# Task prompt
Copy out exactly the lines from the one containing "Describe the element" through the end of the records, and no pictures.

# Extracted entries
· · · · · · ·

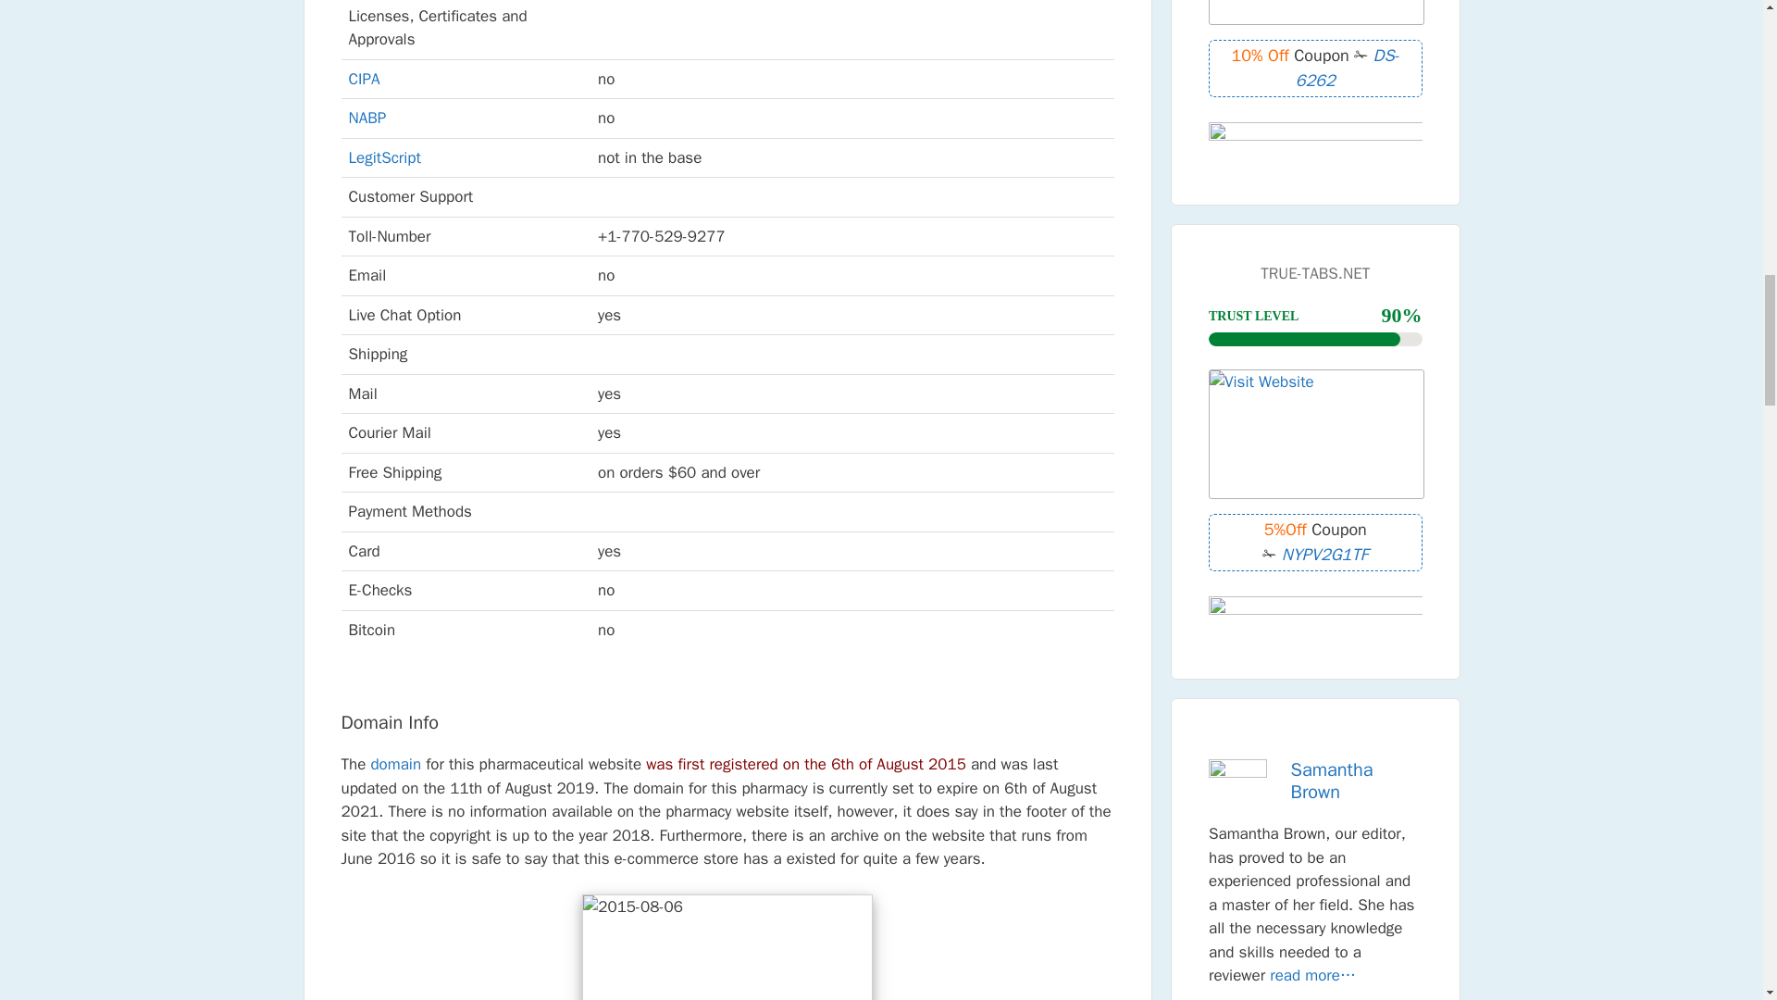 Image resolution: width=1777 pixels, height=1000 pixels. What do you see at coordinates (728, 946) in the screenshot?
I see `creation date` at bounding box center [728, 946].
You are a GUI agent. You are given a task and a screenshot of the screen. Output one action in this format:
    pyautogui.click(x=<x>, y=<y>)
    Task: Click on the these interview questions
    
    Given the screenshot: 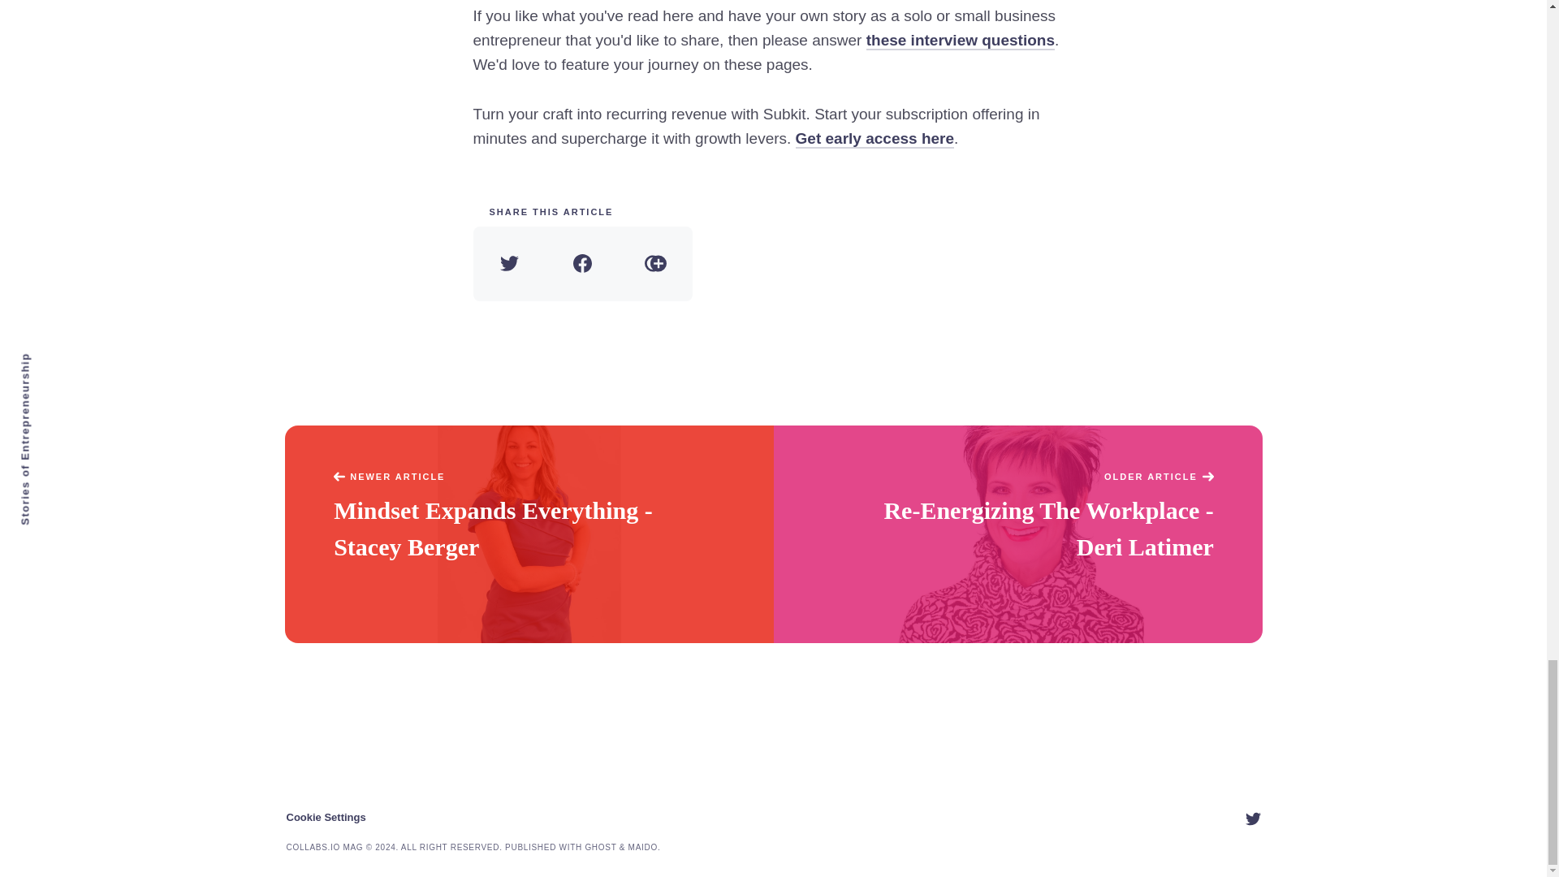 What is the action you would take?
    pyautogui.click(x=960, y=41)
    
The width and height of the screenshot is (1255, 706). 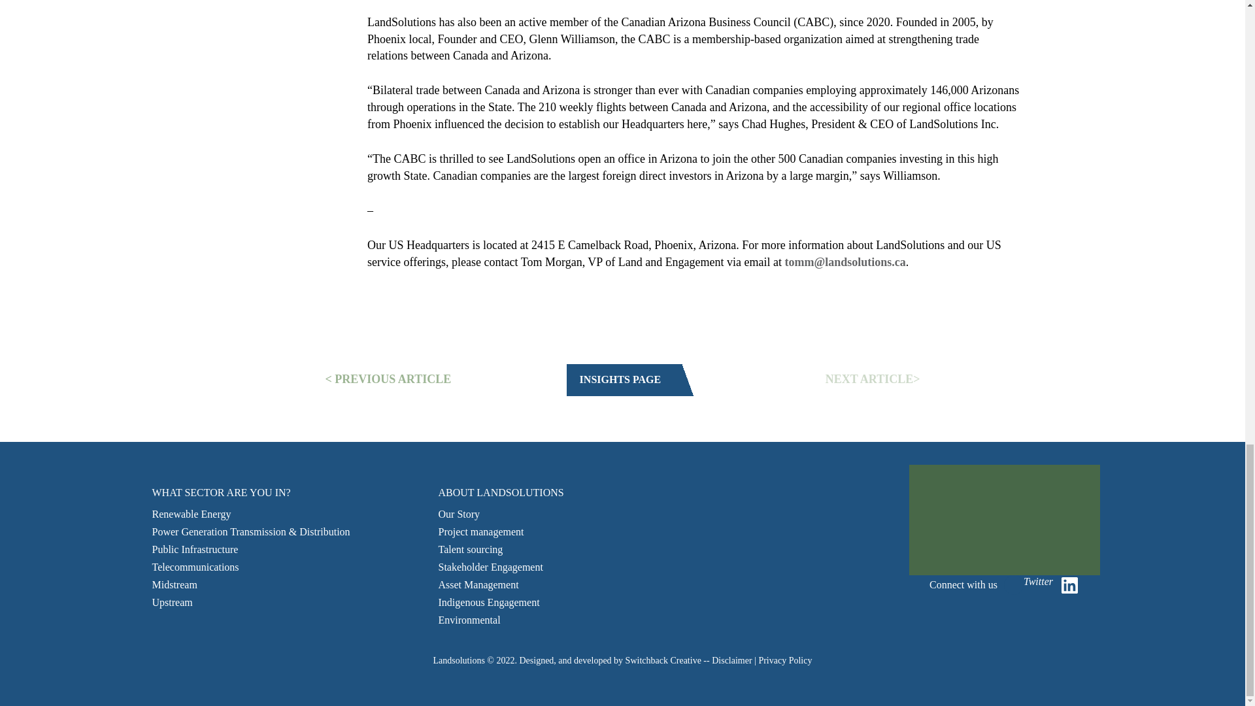 What do you see at coordinates (1069, 585) in the screenshot?
I see `Follow us on Linkedin - Link will open in new window` at bounding box center [1069, 585].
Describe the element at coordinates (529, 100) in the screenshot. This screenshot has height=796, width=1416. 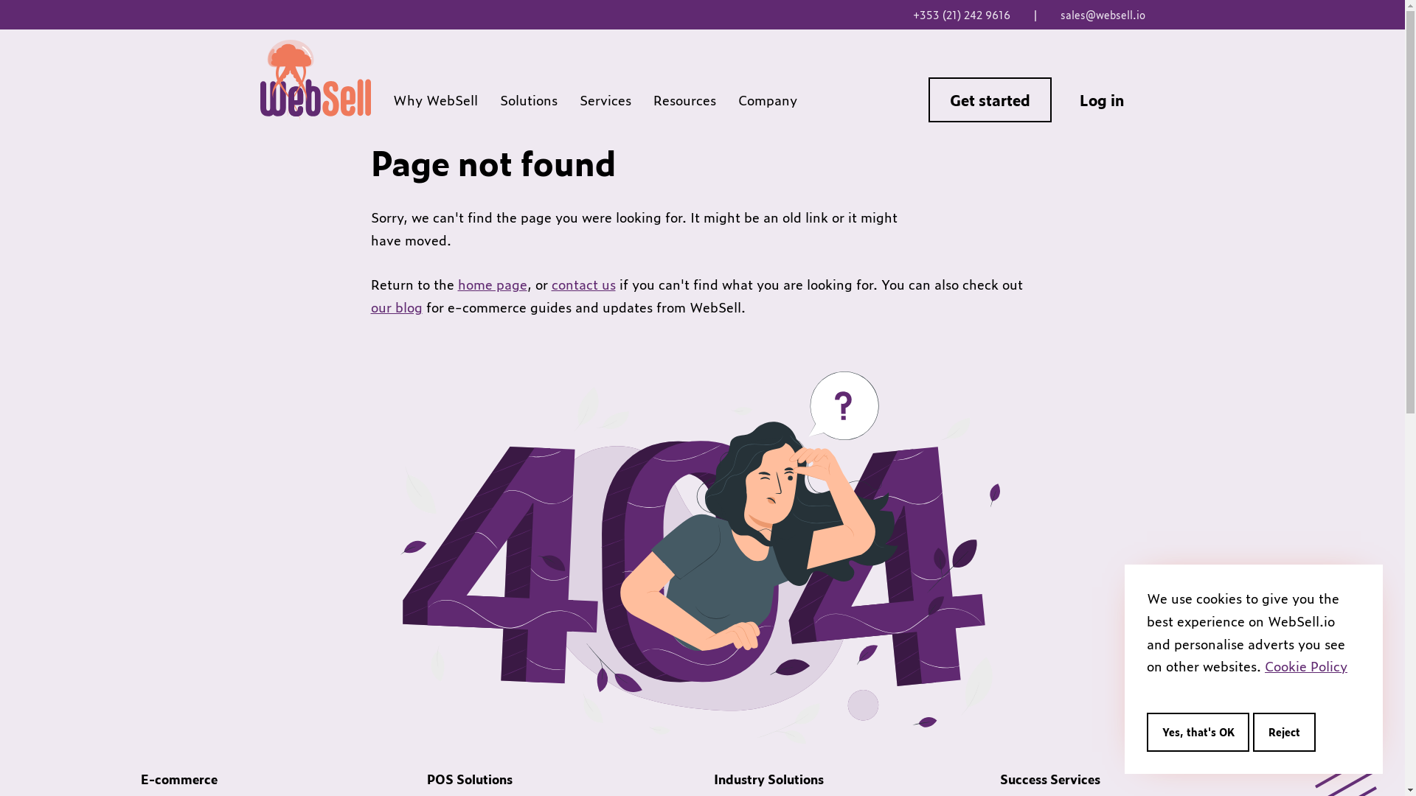
I see `Solutions` at that location.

· · · · · · ·

# Solved problem
Describe the element at coordinates (529, 100) in the screenshot. This screenshot has height=796, width=1416. 
I see `Solutions` at that location.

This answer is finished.